Anyway, the principle (herself a German teacher, this happend in Germany) gave me detention and wrote a letter to my parents, saying it was because I made a sexist remark towards a teacher.
My Dad wrote back explaining the difference between a sexist and an obscene remark. They canceled my detention and I never heard about it again.
I was once called down to the principal’s office and told I would be expelled from my Catholic school because in spite of my catholic upbringing, I was an atheist (in the US, at a time when this was obviously unconstitutional, given that the school accepted non catholic students of other religions). They called my dad and had me wait in the hall outside the principal’s office. For context, my dad’s an agnostic who doesn’t harbor any positive views towards the Catholic Church, but is a huge fan of educators and would always side with the teacher, no matter how unfair they were being.

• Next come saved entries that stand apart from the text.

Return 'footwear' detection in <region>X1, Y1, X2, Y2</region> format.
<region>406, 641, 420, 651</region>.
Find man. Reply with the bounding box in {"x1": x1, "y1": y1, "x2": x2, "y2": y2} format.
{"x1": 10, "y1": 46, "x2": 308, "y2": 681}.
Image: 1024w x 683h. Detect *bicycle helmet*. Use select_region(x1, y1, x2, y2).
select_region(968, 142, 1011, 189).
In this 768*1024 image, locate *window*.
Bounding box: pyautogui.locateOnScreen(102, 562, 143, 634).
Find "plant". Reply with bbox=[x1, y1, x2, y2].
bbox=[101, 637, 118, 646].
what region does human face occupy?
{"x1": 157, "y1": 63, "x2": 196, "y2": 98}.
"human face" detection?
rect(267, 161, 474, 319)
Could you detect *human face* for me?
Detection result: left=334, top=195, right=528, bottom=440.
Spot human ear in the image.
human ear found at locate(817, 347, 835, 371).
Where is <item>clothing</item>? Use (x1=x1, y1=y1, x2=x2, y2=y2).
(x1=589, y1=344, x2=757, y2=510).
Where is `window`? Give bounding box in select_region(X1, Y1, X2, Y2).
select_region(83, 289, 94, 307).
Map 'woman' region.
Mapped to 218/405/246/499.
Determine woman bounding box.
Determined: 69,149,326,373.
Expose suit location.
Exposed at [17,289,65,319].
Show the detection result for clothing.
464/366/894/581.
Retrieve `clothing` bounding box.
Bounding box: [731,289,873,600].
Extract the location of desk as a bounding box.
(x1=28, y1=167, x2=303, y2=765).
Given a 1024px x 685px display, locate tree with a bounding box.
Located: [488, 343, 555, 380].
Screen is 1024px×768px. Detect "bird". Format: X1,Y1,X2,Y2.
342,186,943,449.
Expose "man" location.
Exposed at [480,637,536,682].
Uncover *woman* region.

My dad went straight in without acknowledging me and spoke with them inaudibly for about a minute, before the secretary came out and sent me back to class. I never heard anything about it from the school again and when my dad got home, he just said I didn’t need to worry about it. Decades later, he still won’t tell me exactly what happened, but I honestly think he might have forgotten and doesn’t want to admit it.
Das ist echt krass xD Dein Papa hat vollkommen Recht
The principal is not necessarily any smarter than the teachers. Often it’s the opposite.
… or have a bit of empathy and talk to the teacher like a human.
It is entirely possible and his answer was correct. Question was phrased incorrectly, if the teacher wanted an answer “it is not possible” he should have said both pizzas were the same size.
A third option is that there is a third pizza eater who also ate 4/6th of their pizza and gave 2/6th up Marty in exchange for the 2/6th Marty didn’t eat.
Or yeah maybe it was a larger pizza.
Not only that, the two statements in the premise are simply given. How is the child to know one of them is false? At that point, why not say Marty ate more than Luis and therefore the fractions must be different? Maybe the fractions are wrong and Luis ate more.
Just an absolutely terrible question if that’s supposed to be the answer. I’d guess the teacher didn’t write the question and didn’t understand the answer.
The teacher is the one who’s confused here. The kid is entirely correct.
Your fault for not listing the size and list of toppings for both pizzas, one could be a small personal pizza size with just cheese and pepperoni and the other a full huge net Yorker sized one with double of everything.
Shit, pne was probably a pizza bagel and the other a Pizza Hut Bigfoot.
Just to prove the point in an absurd way.
Or even a step further, the measurement is in volume not area. This could be a Chicago style pizza where 1 slice equals 2 slices of New York style.